You’re exactly right. That is the one stage of the process when the grammar absolutely matters and needs to be correct … when they publish. And testing is one of those times. The publishing stage is last. And we have to scaffold them to that level. That’s one of the bummers of testing is that very few places in real life do we have such a rushed and pressurized writing process. It doesn’t equip them for a real life scenario, but it does equip them for the real life process.
So what you’re saying is in all the time when you’re training them through how to ideate, outline, and draft, you’re not worrying about grammar and spelling. They can still get it right when they can, but we’re not going to WORRY about it in those stages because those stages are about the ideas.
Yes, then once we’ve got the thing written and our ideas revised, then we can polish things up and make them pretty. That’s when we take the thing to publish. But that’s also where the in-house state testing process messes things up and stops modeling real life.
Okay, so let’s go deeper on the idea of polishing. When we were talking the other day in the car, you went pretty deep on that process.
Yeah, it’s a process I’m passionate about because I’ve learned it the hard way while writing and editing my four unpublished novels. We often combine the revising and editing stages into one stage, and they need to be kept separate whenever possible. And I think it’s focusing on and fixing the spelling and grammar that combines the stages. I call that polishing things up. Polishing is when we’re making things pretty so we can publish.
But the revising stage isn’t there yet. Is that what you’re saying?

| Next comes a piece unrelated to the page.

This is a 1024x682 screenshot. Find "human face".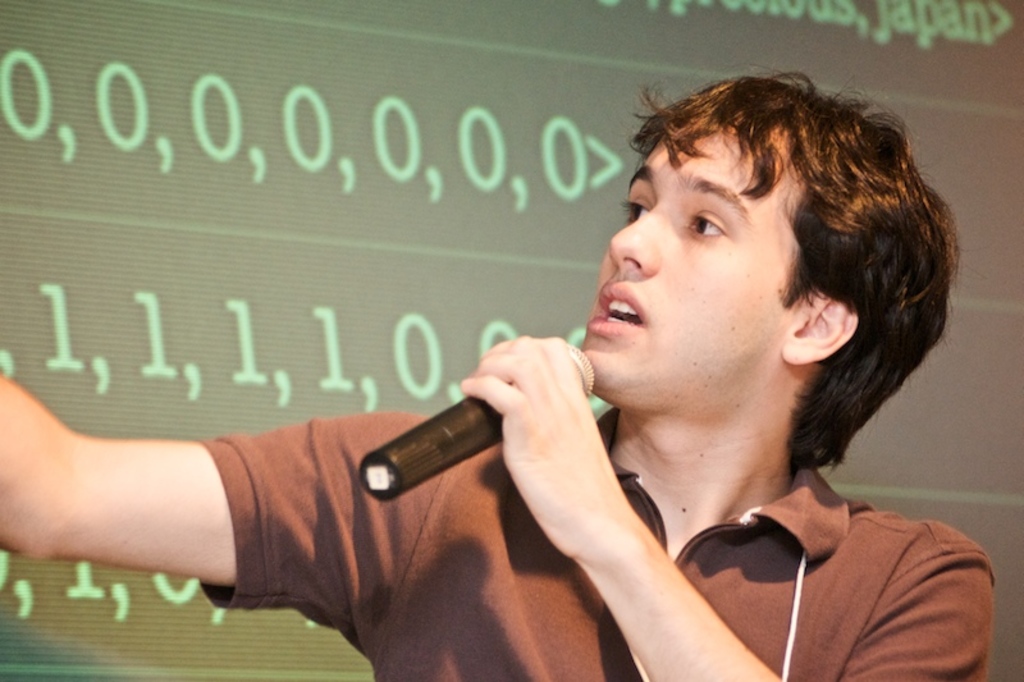
Bounding box: 576 132 813 415.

Revising is just that a re-vision. We have to be able to look at the ideas and the structure and flow and validity and persuasiveness of the ideas in order to see what to keep, what to tweak, what the sledgehammer, and what to trash completely.
And that’s where spelling and grammar makes it hard to edit. When we focus on fixing all those little grammar parts in the revising stage, we’re polishing our sentences up and it makes it really hard to then tweak, sledgehammer, or trash them.

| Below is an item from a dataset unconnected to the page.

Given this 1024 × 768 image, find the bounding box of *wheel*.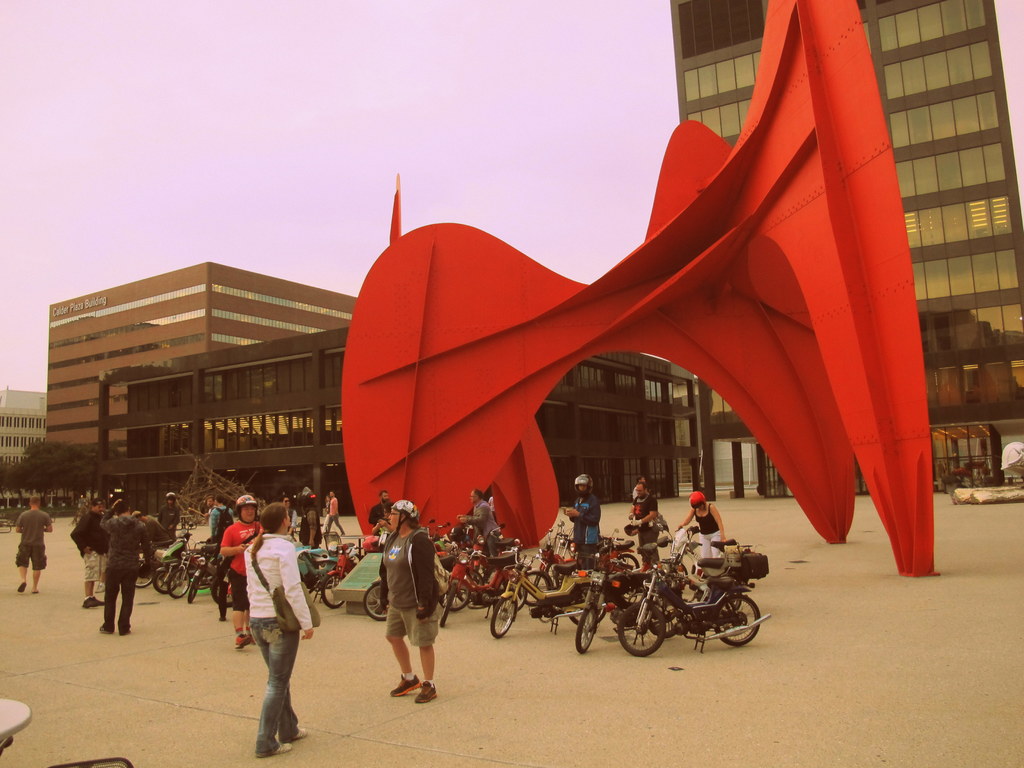
[614,554,640,570].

Because we’ve made them all pretty. And I could see how it could make you frustrated too because all that grammar and spelling editing would end up a waste of time if you later deleted the sentences, paragraphs, or complete pages.
Exactly. It feels like a waste of time. But even worse, I think, is that it distracts your idea flow with a completely different mental process … editing. Ideating and editing are completely different. Right brain vs. left brain. It’s hard enough to use our brains, so let’s keep ourselves in one hemisphere.
I love that … because we’re teaching them how to think … literally … How they can maximize their thinking energies and flow into one side of the brain at a time.
Yes. I think it’s vitally important.
Then after they’ve finished the whole process and are getting ready to publish, that’s when you could focus on all the grammar or maybe just focus on the most recent grammar you taught: “On this essay, you’ll be graded on your comma usage with compound sentences. Make sure you use 10 commas with coordinating conjunctions … or something like that.”
I like the sound of the process. Feels super clear.
Conversation of the Day: What grammar or spelling error do you compulsively feel you have to correct?
Hop on over to watch the video and share your thoughts in the conversation.